Nvidia used to be very aggressive with such optimizations back in the geforce 5 and 6 days, much to the annoyance of game developers. Typical workarounds include small epsilons (e.g. 0.001 or 0.999) or multiple side-by-side shaders that are bound depending on uniform combos.
As gpus got more complex, these optimizations became less prevalent, but it could very well be that some drivers might still use them.
allquixotic: ok I could believe the cases where a shader is being optimized/changed at runtime, which would require a recompile. I find it hard to believe though that memory consumption would be a reason. Shaders are small so I think you would need 100's or 1000's for it to be an issue.
Really vertex and texture data should be the main consumers of the vram.
Qaridarium: for some reason your confusing vertex data with a shader.
Let's assume this is correct.
Aren't the Mac OS X OpenGL drivers far worse?
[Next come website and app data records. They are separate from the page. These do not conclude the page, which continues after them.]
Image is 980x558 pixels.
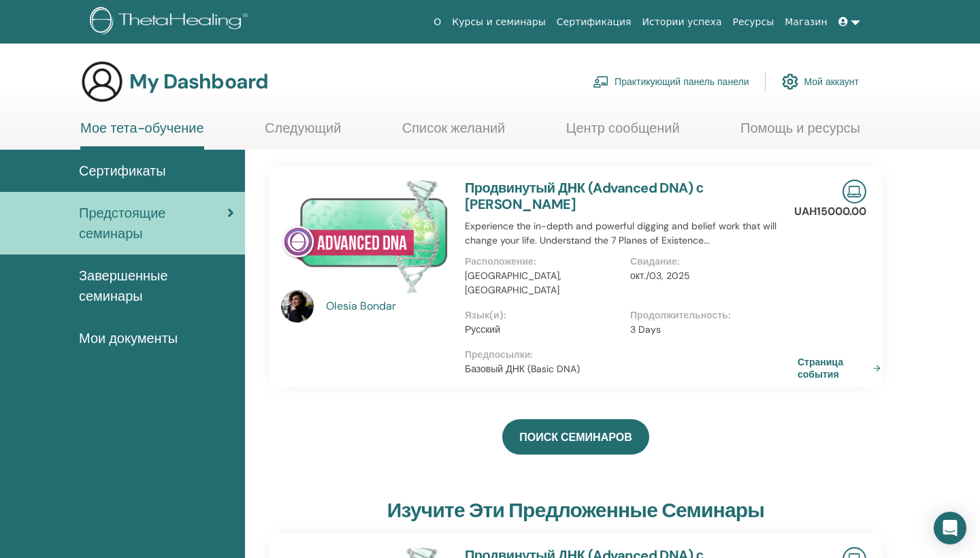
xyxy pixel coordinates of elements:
span: Предстоящие семинары [79,203,227,243]
span: Мои документы [79,328,178,348]
a: Истории успеха [637,10,727,35]
img: chalkboard-teacher.svg [593,76,609,88]
a: Курсы и семинары [446,10,551,35]
p: 3 Days [630,323,787,337]
a: Продвинутый ДНК (Advanced DNA) с [PERSON_NAME] [465,179,703,213]
p: окт./03, 2025 [630,268,787,283]
a: Сертификация [551,10,637,35]
a: Магазин [779,10,832,35]
a: Мой аккаунт [782,67,858,97]
a: Мое тета-обучение [80,120,204,149]
p: Experience the in-depth and powerful digging and belief work that will change your life. Understa... [465,219,795,248]
a: О [428,10,446,35]
img: Live Online Seminar [842,179,866,203]
a: Практикующий панель панели [593,67,748,97]
a: Список желаний [402,120,506,147]
span: Сертификаты [79,161,166,181]
a: Помощь и ресурсы [740,120,860,147]
img: generic-user-icon.jpg [80,60,123,103]
p: Свидание : [630,254,787,268]
img: Продвинутый ДНК (Advanced DNA) [281,179,449,294]
p: Русский [465,323,622,337]
p: Предпосылки : [465,347,795,362]
span: Завершенные семинары [79,266,234,307]
a: Центр сообщений [566,120,680,147]
p: [GEOGRAPHIC_DATA], [GEOGRAPHIC_DATA] [465,268,622,298]
p: Базовый ДНК (Basic DNA) [465,362,795,376]
p: Язык(и) : [465,308,622,323]
a: Следующий [265,120,341,147]
h3: My Dashboard [129,69,268,94]
p: UAH15000.00 [793,203,866,219]
a: ПОИСК СЕМИНАРОВ [502,419,649,454]
img: logo.png [90,7,252,37]
span: ПОИСК СЕМИНАРОВ [519,430,632,444]
img: default.jpg [281,290,314,323]
div: Open Intercom Messenger [933,512,966,545]
h3: Изучите эти предложенные семинары [387,498,764,522]
p: Продолжительность : [630,308,787,323]
a: Ресурсы [727,10,779,35]
p: Расположение : [465,254,622,268]
img: cog.svg [782,70,798,93]
a: Страница события [797,355,886,380]
a: Olesia Bondar [326,298,451,315]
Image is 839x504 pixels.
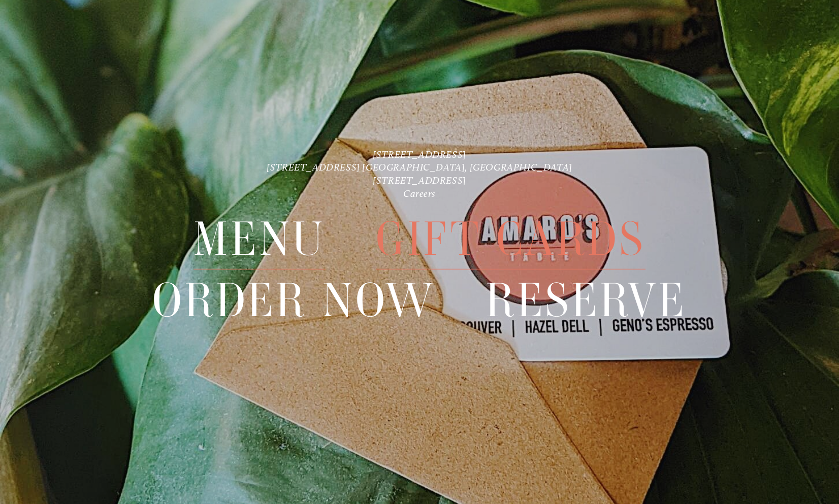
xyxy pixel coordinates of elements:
[372,174,467,186] a: [STREET_ADDRESS]
[372,148,467,160] a: [STREET_ADDRESS]
[152,270,435,330] a: Order Now
[376,209,645,270] span: Gift Cards
[376,209,645,269] a: Gift Cards
[266,161,572,173] a: [STREET_ADDRESS] [GEOGRAPHIC_DATA], [GEOGRAPHIC_DATA]
[193,209,326,269] a: Menu
[486,270,686,330] a: Reserve
[403,187,436,199] a: Careers
[193,209,326,270] span: Menu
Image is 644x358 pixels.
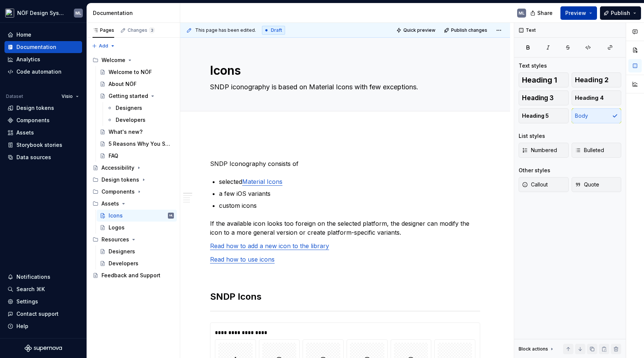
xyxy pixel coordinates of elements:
[4,126,82,139] a: Assets
[242,178,282,185] a: Material Icons
[17,56,41,63] div: Analytics
[101,199,119,207] div: Assets
[6,93,23,100] div: Dataset
[4,66,82,77] a: Code automation
[519,132,545,140] div: List styles
[5,8,14,17] img: 65b32fb5-5655-43a8-a471-d2795750ffbf.png
[210,159,480,168] p: SNDP Iconography consists of
[17,9,65,17] div: NÖF Design System
[169,212,173,219] div: ML
[61,93,73,100] span: Visio
[109,223,124,231] div: Logos
[90,269,177,281] a: Feedback and Support
[90,41,118,51] button: Add
[4,53,82,66] a: Analytics
[565,9,586,17] span: Preview
[522,146,557,154] span: Numbered
[109,152,118,159] div: FAQ
[4,307,82,320] button: Contact support
[96,150,177,162] a: FAQ
[572,72,622,87] button: Heading 2
[522,76,557,84] span: Heading 1
[17,322,28,330] div: Help
[96,257,177,269] a: Developers
[519,166,550,174] div: Other styles
[109,81,136,88] div: About NÖF
[25,344,62,351] svg: Supernova Logo
[219,177,480,186] p: selected
[522,181,548,189] span: Callout
[96,138,177,150] a: 5 Reasons Why You Should Be a Design System Advocate
[17,285,45,292] div: Search ⌘K
[90,198,177,209] div: Assets
[115,116,145,124] div: Developers
[90,162,177,174] a: Accessibility
[572,177,622,192] button: Quote
[519,346,548,351] div: Block actions
[17,129,34,136] div: Assets
[219,189,480,198] p: a few iOS variants
[522,94,554,101] span: Heading 3
[208,61,479,80] textarea: Icons
[2,5,85,21] button: NÖF Design SystemML
[101,272,160,279] div: Feedback and Support
[522,112,549,120] span: Heading 5
[109,259,139,267] div: Developers
[537,9,553,17] span: Share
[210,242,329,249] a: Read how to add a new icon to the library
[93,9,177,17] div: Documentation
[109,248,135,255] div: Designers
[575,181,599,189] span: Quote
[17,297,38,305] div: Settings
[99,43,108,49] span: Add
[210,291,480,302] h2: SNDP Icons
[96,222,177,233] a: Logos
[90,174,177,185] div: Design tokens
[115,104,142,111] div: Designers
[58,91,82,101] button: Visio
[101,176,139,184] div: Design tokens
[17,154,51,161] div: Data sources
[519,91,568,105] button: Heading 3
[17,116,50,124] div: Components
[451,27,487,33] span: Publish changes
[4,296,82,307] a: Settings
[92,27,115,33] div: Pages
[109,140,170,148] div: 5 Reasons Why You Should Be a Design System Advocate
[109,68,152,76] div: Welcome to NÖF
[219,201,480,210] p: custom icons
[575,146,604,154] span: Bulleted
[17,273,51,281] div: Notifications
[90,233,177,245] div: Resources
[96,209,177,222] a: IconsML
[76,10,81,16] div: ML
[4,102,82,114] a: Design tokens
[519,343,554,354] div: Block actions
[519,62,547,70] div: Text styles
[519,143,568,158] button: Numbered
[90,185,177,198] div: Components
[611,9,630,17] span: Publish
[17,104,54,111] div: Design tokens
[109,128,143,135] div: What's new?
[96,125,177,138] a: What's new?
[572,143,622,158] button: Bulleted
[572,91,622,105] button: Heading 4
[96,245,177,257] a: Designers
[560,7,597,20] button: Preview
[109,92,148,100] div: Getting started
[104,102,177,114] a: Designers
[96,66,177,78] a: Welcome to NÖF
[104,114,177,125] a: Developers
[96,90,177,102] a: Getting started
[208,81,479,93] textarea: SNDP iconography is based on Material Icons with few exceptions.
[17,43,56,51] div: Documentation
[101,236,129,243] div: Resources
[109,212,123,219] div: Icons
[519,72,568,87] button: Heading 1
[600,7,641,20] button: Publish
[4,283,82,295] button: Search ⌘K
[17,310,59,317] div: Contact support
[394,25,439,36] button: Quick preview
[4,320,82,332] button: Help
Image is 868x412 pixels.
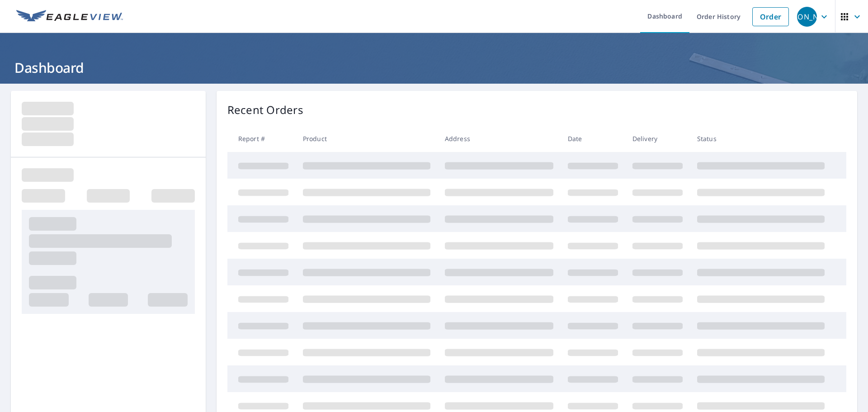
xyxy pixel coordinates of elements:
[560,125,626,152] th: Date
[17,10,123,23] img: EV Logo
[690,125,832,152] th: Status
[228,102,303,118] p: Recent Orders
[438,125,560,152] th: Address
[10,58,858,76] h1: Dashboard
[626,125,690,152] th: Delivery
[228,125,295,152] th: Report #
[752,7,789,26] a: Order
[295,125,438,152] th: Product
[798,7,818,27] div: [PERSON_NAME]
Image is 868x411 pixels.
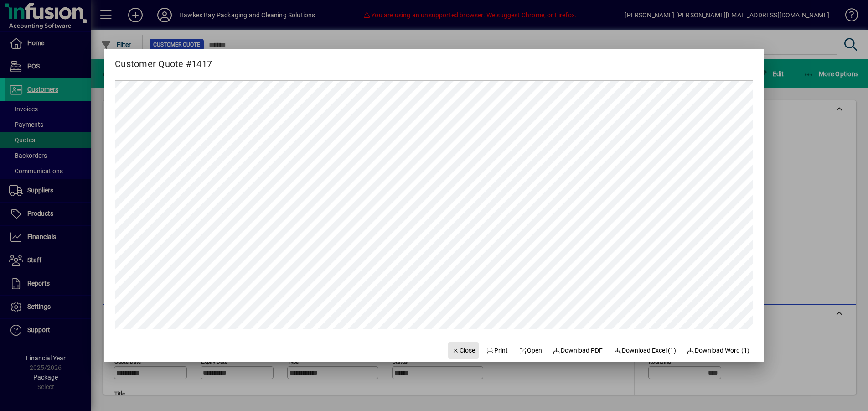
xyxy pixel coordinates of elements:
[614,345,676,355] span: Download Excel (1)
[515,342,546,358] a: Open
[448,342,479,358] button: Close
[610,342,679,358] button: Download Excel (1)
[549,342,607,358] a: Download PDF
[482,342,512,358] button: Print
[486,345,508,355] span: Print
[683,342,754,358] button: Download Word (1)
[687,345,750,355] span: Download Word (1)
[104,48,223,71] h2: Customer Quote #1417
[553,345,603,355] span: Download PDF
[452,345,476,355] span: Close
[519,345,542,355] span: Open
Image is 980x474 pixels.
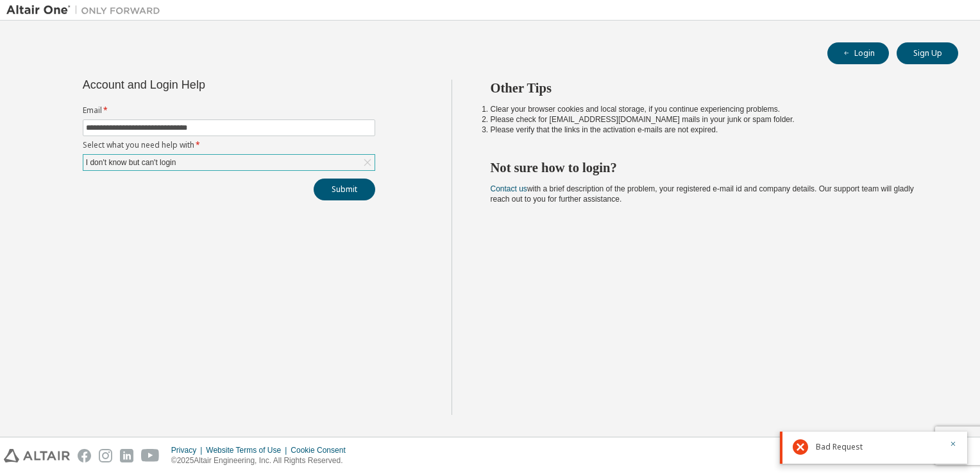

The OS X drivers are far worse as far as comparing them against the Nvidia binary on Linux, and maybe even fglrx under certain circumstances. But the OS X drivers are a lot better than the open drivers most of the time.
Remember, we're talking about the Source engine. It's pretty much going to be limited to using OpenGL 2.1 anyway. All the content in Source engine games is assuming that the user has DirectX 9.0c (OpenGL 2.1) class hardware, nothing newer. So any support for GL3+ is irrelevant in the comparison.